Smog haze hangs over Kiev, Ukraine, on Friday. This week air quality in Ukraine ranked as worst in the world due to multiple fires burning in the country, including in the Chernobyl exclusion zone. Photo by Sergey Dolzhenko/EPA-EFE
April 18 (UPI) -- Multiple wildfires spreading across Ukraine have burned 38 homes and 15.4 square miles of forest and forced residents to keep their windows shut due to air pollution.
On Friday and Saturday the concentration of dust and burning residues have at least doubled and may have increased fourfold, with concentrations of nitrogen dioxide, sulfur dioxide and formaldehyde increasing by two or three times over typical amounts, the Kyiv Post reported.

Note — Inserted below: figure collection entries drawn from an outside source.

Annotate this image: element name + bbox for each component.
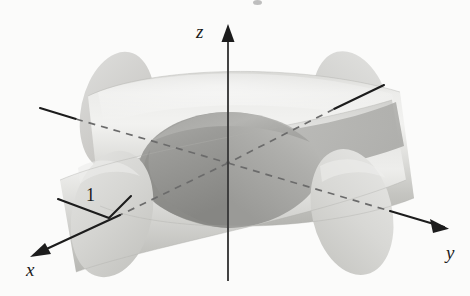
x-axis-label: x: [26, 260, 34, 279]
z-axis-arrowhead: [222, 24, 235, 42]
figure-canvas: z y x 1: [0, 0, 470, 296]
y-axis-negative-solid: [40, 108, 76, 119]
y-axis-arrowhead: [430, 219, 449, 233]
x-axis-arrowhead: [30, 243, 51, 257]
intersecting-cylinders-illustration: [0, 0, 470, 296]
y-axis-label: y: [446, 243, 454, 262]
radius-measure-label: 1: [86, 186, 95, 204]
z-axis-label: z: [196, 22, 203, 41]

Air quality levels in Ukraine this week have registered as the worst in the world.
As of Saturday morning, Kiev's Air Quality Index ranged from 360 and 499 in different parts of the city, rated "hazardous," though markers had returned to a "moderate" rating by Saturday evening.
Meteorologists say air quality in Kiev, the country's capital and largest city, may improve early next week due to a predicted change in wind direction.
Kiev officials initially said smoke in the city was caused by fires in the Chernobyl exclusion zone, but Anatoly Prokopenko, deputy director of the Ukrainian Hydrometeorological Center, said fires in the Zhytomyr Oblast -- a large province in the north of Ukraine -- had caused Kiev to be blanketed in smoke since Thursday night.
By Saturday evening, six of 15 fires in the Zhytomyr Oblast forests had been extinguished and five more had been contained, said Volodymyr Demchuk, director of the emergency response at the State Emergency Service.
Firefighters were also trying to extinguish four fires in the Chernobyl exclusion zone. The Chernobyl fires broke out April 4 and were considered contained by Tuesday, but flared up again Thursday due to high winds in the area.
A report released Wednesday by the French Radioprotection and Nuclear Safety Institute found elevated levels of radiation in the area, but Demchuk was quoted in the Kyiv Post on Saturday saying radiation was at a normal level.